A Xinhua reporter saw a couple of soldiers looking sick and vomiting as they dug through the rubble. Some were getting drip treatment at the rescue site.

"(Altitude sickness) is not an issue. The focus is to find survivors and we will never give up," Fu said.

Even Tibetan monks who came to join the rescue operations from nearby towns felt sick. "We sleep on the ground covered with only clothes. It's cold. And some developed symptoms of altitude sickness," a monk told Xinhua.

He said he and more than 700 monks came to Gyegu to join the rescue operations. They dug through rubble with bare hands and were able to find five survivors.

"We also pray for the dead. It's our responsibility," he said.

An altitude sickness medical treatment team departed by car from Xining, capital of the province, to the quake-hit area Friday afternoon, said the team leader Geruli, vice president of Qinghai University and executive director of the International Society for Mountain Medicine.

The team consists of six experts of the Key Laboratory of Mountain Medicine of Qinghai university.

Geruli said the team was expected to arrive Saturday morning as the way from Xining to Yushu was much more crowded than expected.

Volunteer registration desk

As of Friday afternoon there were more than 400 volunteers registered at the "registration office" which has only two wooden desks and several chairs on the field of Yushu Stadium.

"I have time, so I came," said a volunteer organizer named Lai Jintu, who gave up his ceramics business in east China's Fujian Province and hurried to Yushu by plane early Wednesday.

"When I arrived, the volunteers had not been organized," said Jin who had participated in the rescuing work after Sichuan earthquake on May 12 2008.

Lai tore a red flag and made red belts for volunteers, which identified them as such.

"The volunteers are from Jilin, Shaanxi, Sichuan, Guangdong, Hongkong and Macao. They are middle school students, white-colors, retired teachers..." Lai said.

Lai had divided the 400 volunteers into groups performing different tasks.

"We do whatever we can," he said.

One of the volunteers named Xin Tuji, 48 years old, came here by train with his son from Xi'an ,capital of neighboring Shaanxi Province after telling his wife a white lie to get away.

"I told her that I came to Weinan (a city northeast to Xi'an) to teach my son how to drive.
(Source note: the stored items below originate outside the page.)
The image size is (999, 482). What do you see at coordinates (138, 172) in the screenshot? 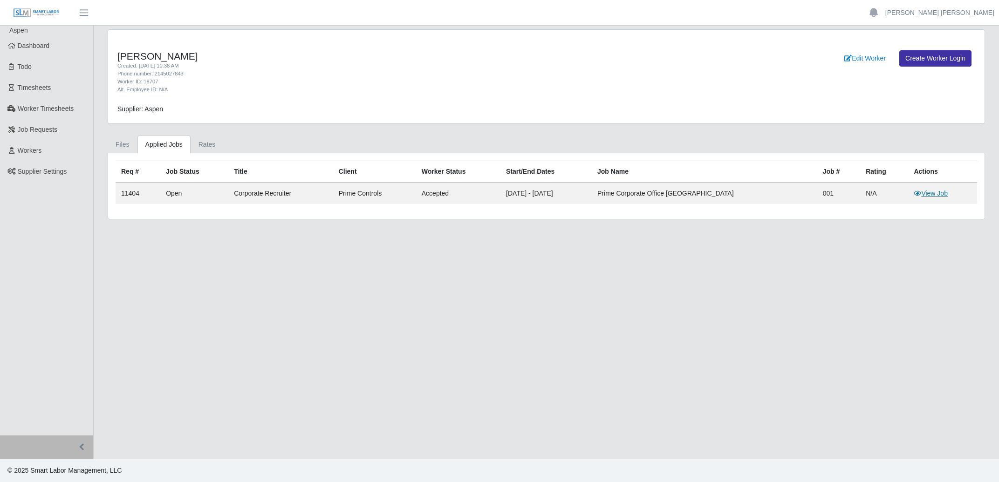
I see `th: Req #` at bounding box center [138, 172].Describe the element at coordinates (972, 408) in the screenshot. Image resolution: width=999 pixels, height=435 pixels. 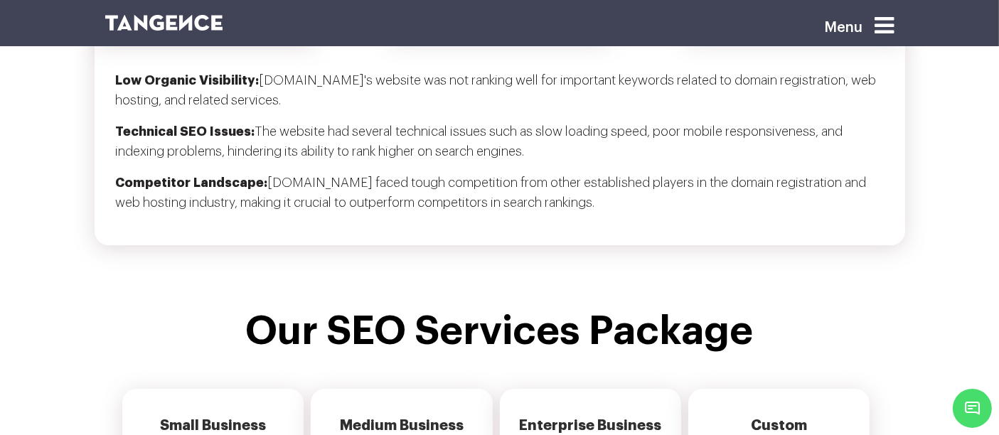
I see `span: Chat Widget` at that location.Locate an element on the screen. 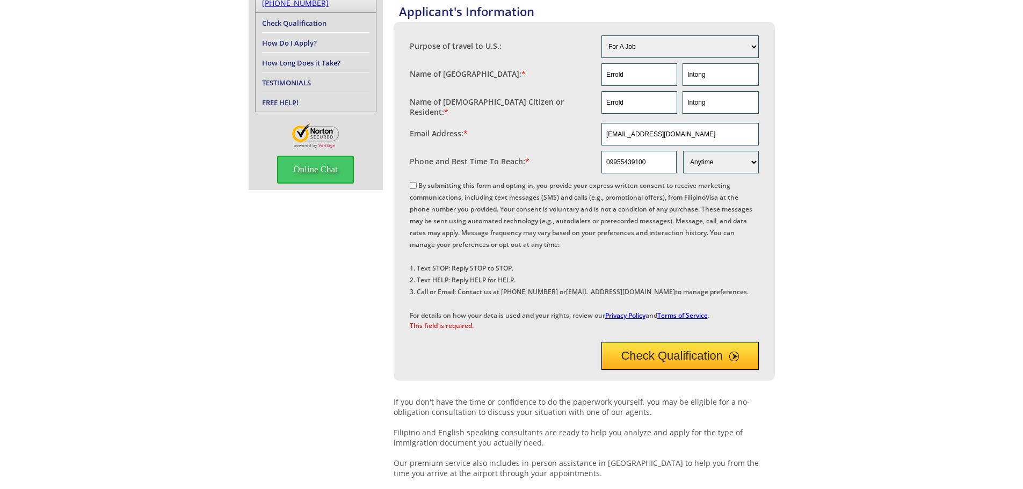 The height and width of the screenshot is (489, 1023). span: This field is required. is located at coordinates (584, 326).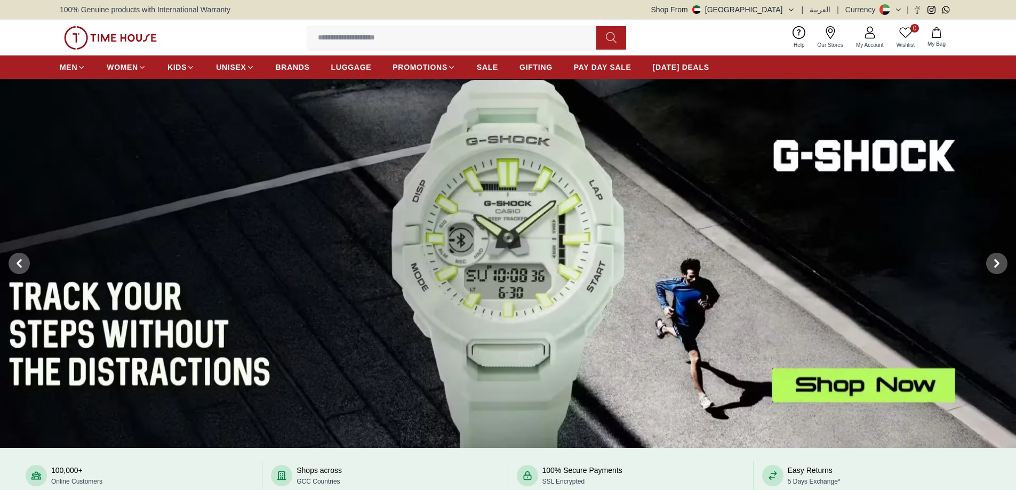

I was afraid she would worry if she knew I was here," Xin said.

It was a repeat of what Xin did to get to Sichuan right after the fatal quake in 2008, he did not want his wife to worry then as well.

"The town lacked water, so I brought water from Xi'an and gave it to the rescuers," he said.

"The place needs more disease prevention work and no food distribution center had been set up yet. I would like to help with these things in the next few days," he said.

More volunteers are on their way as 1,200 people from all over the country had applied to be volunteers to Qinghai provincial committee of the Communist Youth League of China as of Friday noon.